About this task —
In your answer, copy every entry that follows exactly.

[Stored data]
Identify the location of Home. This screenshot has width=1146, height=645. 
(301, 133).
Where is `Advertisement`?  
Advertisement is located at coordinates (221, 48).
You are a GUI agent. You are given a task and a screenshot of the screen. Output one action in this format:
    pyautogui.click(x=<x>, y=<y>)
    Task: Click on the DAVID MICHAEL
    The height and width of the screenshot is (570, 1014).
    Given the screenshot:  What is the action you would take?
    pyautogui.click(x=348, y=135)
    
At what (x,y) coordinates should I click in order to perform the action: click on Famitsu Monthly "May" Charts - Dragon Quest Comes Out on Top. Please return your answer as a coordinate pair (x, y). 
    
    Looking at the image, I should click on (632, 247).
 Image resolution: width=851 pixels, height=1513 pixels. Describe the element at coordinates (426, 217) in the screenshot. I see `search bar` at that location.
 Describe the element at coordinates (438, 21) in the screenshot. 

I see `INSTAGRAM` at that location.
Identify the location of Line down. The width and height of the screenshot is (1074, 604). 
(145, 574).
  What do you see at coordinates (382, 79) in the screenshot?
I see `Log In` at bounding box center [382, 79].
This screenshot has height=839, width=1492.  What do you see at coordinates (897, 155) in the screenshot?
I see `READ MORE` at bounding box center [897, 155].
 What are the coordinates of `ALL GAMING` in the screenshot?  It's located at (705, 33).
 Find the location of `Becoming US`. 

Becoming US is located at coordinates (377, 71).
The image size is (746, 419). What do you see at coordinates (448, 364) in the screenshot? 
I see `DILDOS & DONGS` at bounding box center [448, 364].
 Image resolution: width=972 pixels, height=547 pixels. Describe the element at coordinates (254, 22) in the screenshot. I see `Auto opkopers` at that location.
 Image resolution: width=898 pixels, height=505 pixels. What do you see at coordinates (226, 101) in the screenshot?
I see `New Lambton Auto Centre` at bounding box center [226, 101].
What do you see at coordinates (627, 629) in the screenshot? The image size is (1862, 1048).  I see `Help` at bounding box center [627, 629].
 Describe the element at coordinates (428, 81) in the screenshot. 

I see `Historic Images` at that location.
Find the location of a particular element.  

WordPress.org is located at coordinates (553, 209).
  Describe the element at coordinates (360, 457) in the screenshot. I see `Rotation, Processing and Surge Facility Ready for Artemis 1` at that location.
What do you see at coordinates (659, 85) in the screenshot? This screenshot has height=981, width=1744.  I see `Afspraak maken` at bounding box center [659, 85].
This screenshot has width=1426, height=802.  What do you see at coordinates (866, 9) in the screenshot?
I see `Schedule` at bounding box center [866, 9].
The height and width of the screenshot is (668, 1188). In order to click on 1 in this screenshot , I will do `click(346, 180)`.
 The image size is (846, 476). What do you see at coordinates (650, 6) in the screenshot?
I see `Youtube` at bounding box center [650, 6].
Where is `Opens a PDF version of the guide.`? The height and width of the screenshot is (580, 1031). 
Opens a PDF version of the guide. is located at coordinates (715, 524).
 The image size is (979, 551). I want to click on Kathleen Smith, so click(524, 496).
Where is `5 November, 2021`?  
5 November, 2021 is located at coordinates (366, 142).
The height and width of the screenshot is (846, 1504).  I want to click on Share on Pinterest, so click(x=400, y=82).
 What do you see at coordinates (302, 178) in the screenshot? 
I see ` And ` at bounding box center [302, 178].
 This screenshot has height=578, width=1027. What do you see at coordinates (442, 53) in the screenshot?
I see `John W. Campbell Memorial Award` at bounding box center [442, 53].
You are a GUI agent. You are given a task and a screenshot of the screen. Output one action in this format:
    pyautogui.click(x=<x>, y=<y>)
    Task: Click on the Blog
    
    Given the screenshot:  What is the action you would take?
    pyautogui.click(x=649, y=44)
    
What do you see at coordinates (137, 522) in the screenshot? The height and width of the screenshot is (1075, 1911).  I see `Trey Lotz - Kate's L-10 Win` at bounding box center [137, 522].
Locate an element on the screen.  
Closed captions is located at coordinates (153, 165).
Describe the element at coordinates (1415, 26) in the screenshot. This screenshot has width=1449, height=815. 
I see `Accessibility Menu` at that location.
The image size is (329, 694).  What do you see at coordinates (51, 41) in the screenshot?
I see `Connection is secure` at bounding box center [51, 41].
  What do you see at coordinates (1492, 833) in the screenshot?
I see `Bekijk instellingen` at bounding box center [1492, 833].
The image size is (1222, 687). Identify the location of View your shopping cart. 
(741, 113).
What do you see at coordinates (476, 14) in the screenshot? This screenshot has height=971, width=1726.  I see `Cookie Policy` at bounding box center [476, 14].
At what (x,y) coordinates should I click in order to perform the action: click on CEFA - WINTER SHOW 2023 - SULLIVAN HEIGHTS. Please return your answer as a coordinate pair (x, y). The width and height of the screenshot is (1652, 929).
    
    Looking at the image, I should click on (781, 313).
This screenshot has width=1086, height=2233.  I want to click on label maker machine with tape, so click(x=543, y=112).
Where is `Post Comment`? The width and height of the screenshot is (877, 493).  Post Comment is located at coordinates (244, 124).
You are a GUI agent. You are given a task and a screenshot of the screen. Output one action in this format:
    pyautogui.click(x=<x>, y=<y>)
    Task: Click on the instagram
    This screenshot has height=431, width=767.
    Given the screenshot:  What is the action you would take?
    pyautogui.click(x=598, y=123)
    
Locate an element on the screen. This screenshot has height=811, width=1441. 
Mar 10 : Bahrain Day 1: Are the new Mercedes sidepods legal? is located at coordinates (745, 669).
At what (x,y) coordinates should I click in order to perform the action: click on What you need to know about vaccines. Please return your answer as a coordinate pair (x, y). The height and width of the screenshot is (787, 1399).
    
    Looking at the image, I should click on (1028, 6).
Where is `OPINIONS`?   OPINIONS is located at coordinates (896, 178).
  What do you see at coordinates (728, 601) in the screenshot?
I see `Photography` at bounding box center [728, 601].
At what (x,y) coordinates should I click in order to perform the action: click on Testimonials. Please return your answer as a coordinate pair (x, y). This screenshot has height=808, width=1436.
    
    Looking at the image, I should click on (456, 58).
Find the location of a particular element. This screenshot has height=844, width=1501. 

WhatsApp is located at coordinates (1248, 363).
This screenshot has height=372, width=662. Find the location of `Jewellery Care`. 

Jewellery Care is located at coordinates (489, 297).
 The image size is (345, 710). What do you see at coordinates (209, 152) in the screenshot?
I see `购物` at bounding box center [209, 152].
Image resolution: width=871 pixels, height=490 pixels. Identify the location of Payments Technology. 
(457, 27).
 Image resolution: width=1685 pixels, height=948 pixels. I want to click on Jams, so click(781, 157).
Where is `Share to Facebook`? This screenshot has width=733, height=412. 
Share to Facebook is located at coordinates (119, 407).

Response to this exercise —
Identify the location of Home. This screenshot has width=1146, height=645. 
(301, 133).
Where is `Advertisement`?  
Advertisement is located at coordinates (221, 48).
You are a GUI agent. You are given a task and a screenshot of the screen. Output one action in this format:
    pyautogui.click(x=<x>, y=<y>)
    Task: Click on the DAVID MICHAEL
    The height and width of the screenshot is (570, 1014).
    Given the screenshot:  What is the action you would take?
    pyautogui.click(x=348, y=135)
    
At what (x,y) coordinates should I click in order to perform the action: click on Famitsu Monthly "May" Charts - Dragon Quest Comes Out on Top. Please return your answer as a coordinate pair (x, y). 
    
    Looking at the image, I should click on (632, 247).
 Image resolution: width=851 pixels, height=1513 pixels. Describe the element at coordinates (426, 217) in the screenshot. I see `search bar` at that location.
 Describe the element at coordinates (438, 21) in the screenshot. 

I see `INSTAGRAM` at that location.
Identify the location of Line down. The width and height of the screenshot is (1074, 604). 
(145, 574).
  What do you see at coordinates (382, 79) in the screenshot?
I see `Log In` at bounding box center [382, 79].
This screenshot has height=839, width=1492.  What do you see at coordinates (897, 155) in the screenshot?
I see `READ MORE` at bounding box center [897, 155].
 What are the coordinates of `ALL GAMING` in the screenshot?  It's located at (705, 33).
 Find the location of `Becoming US`. 

Becoming US is located at coordinates (377, 71).
The image size is (746, 419). What do you see at coordinates (448, 364) in the screenshot? 
I see `DILDOS & DONGS` at bounding box center [448, 364].
 Image resolution: width=972 pixels, height=547 pixels. Describe the element at coordinates (254, 22) in the screenshot. I see `Auto opkopers` at that location.
 Image resolution: width=898 pixels, height=505 pixels. What do you see at coordinates (226, 101) in the screenshot?
I see `New Lambton Auto Centre` at bounding box center [226, 101].
What do you see at coordinates (627, 629) in the screenshot? The image size is (1862, 1048).  I see `Help` at bounding box center [627, 629].
 Describe the element at coordinates (428, 81) in the screenshot. 

I see `Historic Images` at that location.
Find the location of a particular element.  

WordPress.org is located at coordinates (553, 209).
  Describe the element at coordinates (360, 457) in the screenshot. I see `Rotation, Processing and Surge Facility Ready for Artemis 1` at that location.
What do you see at coordinates (659, 85) in the screenshot? This screenshot has height=981, width=1744.  I see `Afspraak maken` at bounding box center [659, 85].
This screenshot has width=1426, height=802.  What do you see at coordinates (866, 9) in the screenshot?
I see `Schedule` at bounding box center [866, 9].
The height and width of the screenshot is (668, 1188). In order to click on 1 in this screenshot , I will do `click(346, 180)`.
 The image size is (846, 476). What do you see at coordinates (650, 6) in the screenshot?
I see `Youtube` at bounding box center [650, 6].
Where is `Opens a PDF version of the guide.`? The height and width of the screenshot is (580, 1031). 
Opens a PDF version of the guide. is located at coordinates (715, 524).
 The image size is (979, 551). I want to click on Kathleen Smith, so click(524, 496).
Where is `5 November, 2021`?  
5 November, 2021 is located at coordinates (366, 142).
The height and width of the screenshot is (846, 1504).  I want to click on Share on Pinterest, so click(x=400, y=82).
 What do you see at coordinates (302, 178) in the screenshot? 
I see ` And ` at bounding box center [302, 178].
 This screenshot has height=578, width=1027. What do you see at coordinates (442, 53) in the screenshot?
I see `John W. Campbell Memorial Award` at bounding box center [442, 53].
You are a GUI agent. You are given a task and a screenshot of the screen. Output one action in this format:
    pyautogui.click(x=<x>, y=<y>)
    Task: Click on the Blog
    
    Given the screenshot:  What is the action you would take?
    pyautogui.click(x=649, y=44)
    
What do you see at coordinates (137, 522) in the screenshot? The height and width of the screenshot is (1075, 1911).  I see `Trey Lotz - Kate's L-10 Win` at bounding box center [137, 522].
Locate an element on the screen.  
Closed captions is located at coordinates (153, 165).
Describe the element at coordinates (1415, 26) in the screenshot. This screenshot has width=1449, height=815. 
I see `Accessibility Menu` at that location.
The image size is (329, 694).  What do you see at coordinates (51, 41) in the screenshot?
I see `Connection is secure` at bounding box center [51, 41].
  What do you see at coordinates (1492, 833) in the screenshot?
I see `Bekijk instellingen` at bounding box center [1492, 833].
The image size is (1222, 687). Identify the location of View your shopping cart. 
(741, 113).
What do you see at coordinates (476, 14) in the screenshot? This screenshot has height=971, width=1726.  I see `Cookie Policy` at bounding box center [476, 14].
At what (x,y) coordinates should I click in order to perform the action: click on CEFA - WINTER SHOW 2023 - SULLIVAN HEIGHTS. Please return your answer as a coordinate pair (x, y). The width and height of the screenshot is (1652, 929).
    
    Looking at the image, I should click on (781, 313).
This screenshot has width=1086, height=2233.  I want to click on label maker machine with tape, so click(x=543, y=112).
Where is `Post Comment`? The width and height of the screenshot is (877, 493).  Post Comment is located at coordinates (244, 124).
You are a GUI agent. You are given a task and a screenshot of the screen. Output one action in this format:
    pyautogui.click(x=<x>, y=<y>)
    Task: Click on the instagram
    This screenshot has height=431, width=767.
    Given the screenshot:  What is the action you would take?
    pyautogui.click(x=598, y=123)
    
Locate an element on the screen. This screenshot has height=811, width=1441. 
Mar 10 : Bahrain Day 1: Are the new Mercedes sidepods legal? is located at coordinates (745, 669).
At what (x,y) coordinates should I click in order to perform the action: click on What you need to know about vaccines. Please return your answer as a coordinate pair (x, y). The height and width of the screenshot is (787, 1399).
    
    Looking at the image, I should click on (1028, 6).
Where is `OPINIONS`?   OPINIONS is located at coordinates (896, 178).
  What do you see at coordinates (728, 601) in the screenshot?
I see `Photography` at bounding box center [728, 601].
At what (x,y) coordinates should I click in order to perform the action: click on Testimonials. Please return your answer as a coordinate pair (x, y). This screenshot has height=808, width=1436.
    
    Looking at the image, I should click on (456, 58).
Find the location of a particular element. This screenshot has height=844, width=1501. 

WhatsApp is located at coordinates (1248, 363).
This screenshot has height=372, width=662. Find the location of `Jewellery Care`. 

Jewellery Care is located at coordinates (489, 297).
 The image size is (345, 710). What do you see at coordinates (209, 152) in the screenshot?
I see `购物` at bounding box center [209, 152].
Image resolution: width=871 pixels, height=490 pixels. Identify the location of Payments Technology. 
(457, 27).
 Image resolution: width=1685 pixels, height=948 pixels. I want to click on Jams, so click(781, 157).
Where is `Share to Facebook`? This screenshot has width=733, height=412. 
Share to Facebook is located at coordinates (119, 407).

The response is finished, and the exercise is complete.